With respect to other participant groupings participant experience (amateurs/experienced) showed generally similar results, with slightly better performance in higher difficulty segments—arguably due to higher stamina or experience with perseverance under similar pain or discomfort levels. Contrary to the hypothesis, the difference between conditions in the experienced group was more pronounced than in the amateur group. Differences in using matching/non-matching pacing plans appeared small. Order of testing conditions showed a considerable effect when testing condition (1) first, and a close match with condition (2) tested first, likely due to a learning effect, as participants became more familiar with the route during the second trial.
The results suggest that if adherence to a pacing plan is of major importance, plans should compensate for expected/shown divergence. In the CP−40% to CP+40% range the trend found in this paper (
Figure 5, grey thick lines) can be expressed as a linear relationship between adherence and load (instructed-power-output: critical-power;
Pplanned:
PCP), represented by:
Given these results it would seem that these formulas can be used to shape pacing plans that could yield desired power output in practice. Further research is required to validate this hypothesis.

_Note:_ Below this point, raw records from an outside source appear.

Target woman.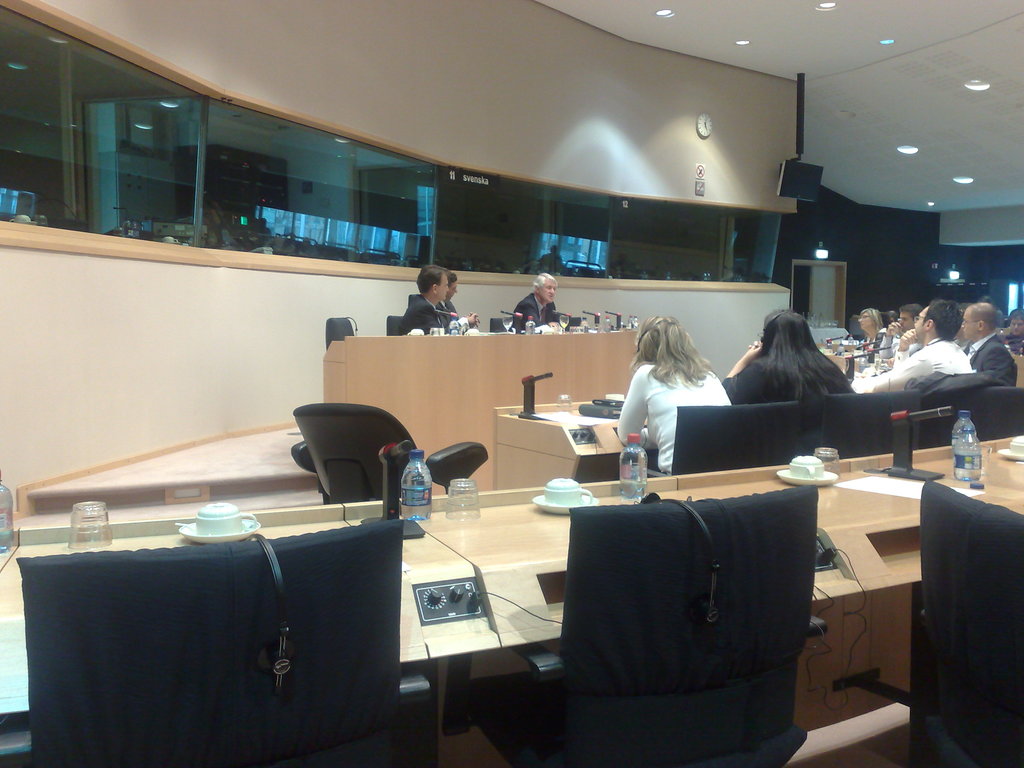
Target region: detection(607, 313, 734, 490).
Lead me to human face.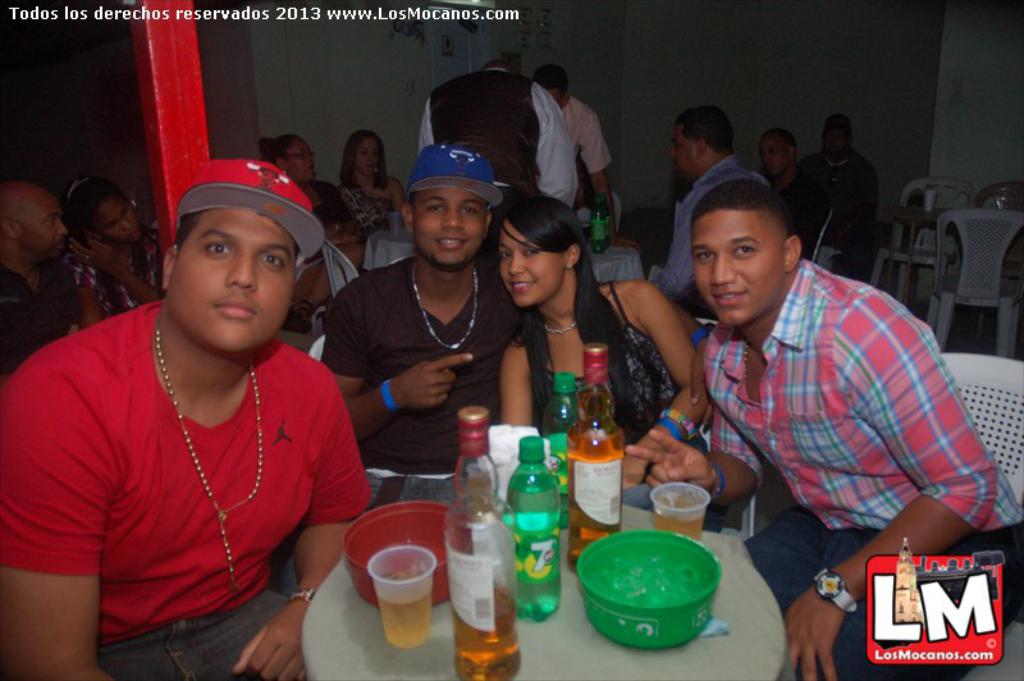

Furthermore, the trials were limited to an 11-segment route with five distinct power levels. Future research will explore longer routes, under the expectation that the strengths and limitations of conditions would become more apparent.
5. Conclusions
This study examined the extent to which participants can follow a pacing plan using two types of pacing plan information on an 8000m track consisting of 11-segments of varied power output intensity. Participants adhered to their plans better and coasted less when presented with aggregated information (condition (2)) compared to simple information (condition (1)). These results are promising. Future research will explore professional cyclists’ behaviour and validate the use of a compensation factor in practice. In addition, the effect of other information, as well as other delivery modalities (sound, augmented reality) will be explored.